What a fun romp. "Charles dear, perhaps there's something pressing on your brain." This film is just so magnificently splendid. Characters bent on characterization of their caricature -true comedic dimension. I'm afraid imagination such as this has long been replaced by the logical cinema. "If we're not very careful she'll materialize a hockey team."
David Lean's delightful adaptation of Noel Coward's play may be a bit of a departure for Lean, but it's nevertheless a fun, if frothy film. Telling the story of a wealthy man whose seance with a loony medium accidentally conjures the ghost of his dead wife, BLITHE SPIRIT is a spirited and entertaining post-war comedy that served as an antidote for a nation pulling themselves out of the rubble of WWII.

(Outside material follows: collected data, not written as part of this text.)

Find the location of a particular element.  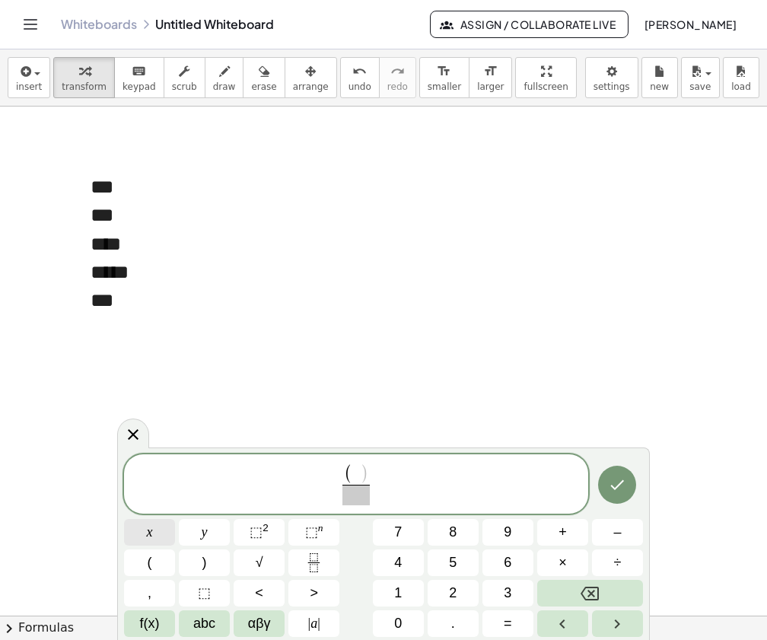

span: 6 is located at coordinates (508, 562).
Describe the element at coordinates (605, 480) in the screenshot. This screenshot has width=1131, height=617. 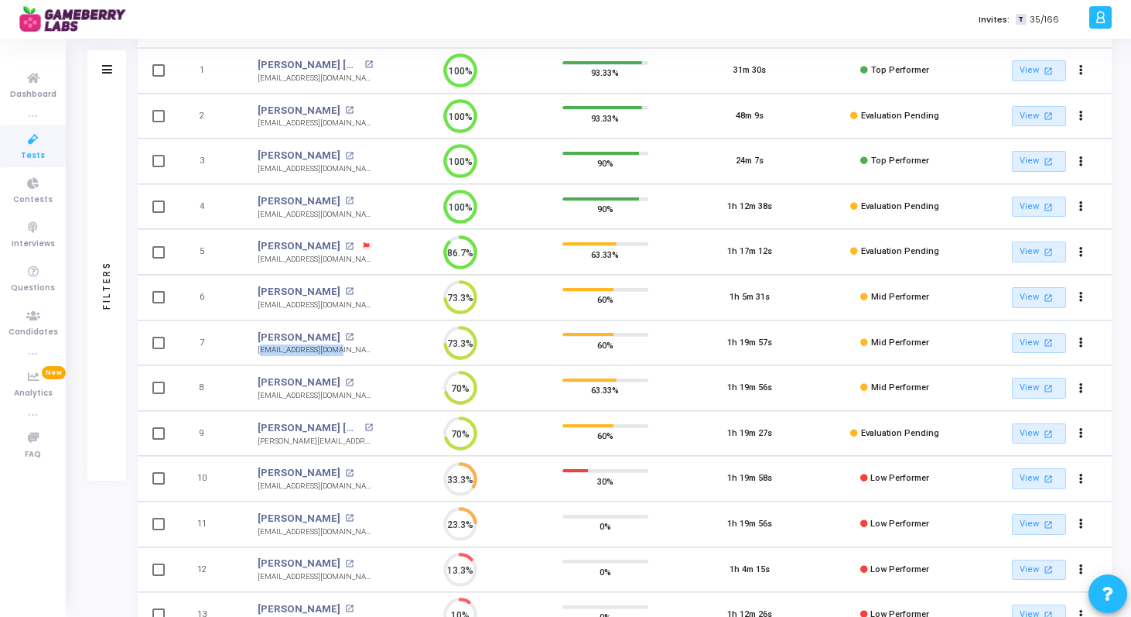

Is it just me, or does Kay Hammond's character seem like muse for Agnes Moorehead as Endora.
I was going to say, there could be no way that this film was made in the United States. For 1945 it's got quite some racy dialogue.
A bit of a mess, but some good fun, and well worth seeing above all for the great Margaret Rutherford's magnificent turn as Madam Arcati.
Pleasant if a little too gin-and-soda in its tart repartee and all-too-knowingly sparkling dialogue. Not much of a film - Lean seems rather hidebound behind those fabled French doors - and it’s too often cast in a ghastly green pall for the ghostly apparitions. However it’s performed with a certain pinched flair and passes the time amicably enough.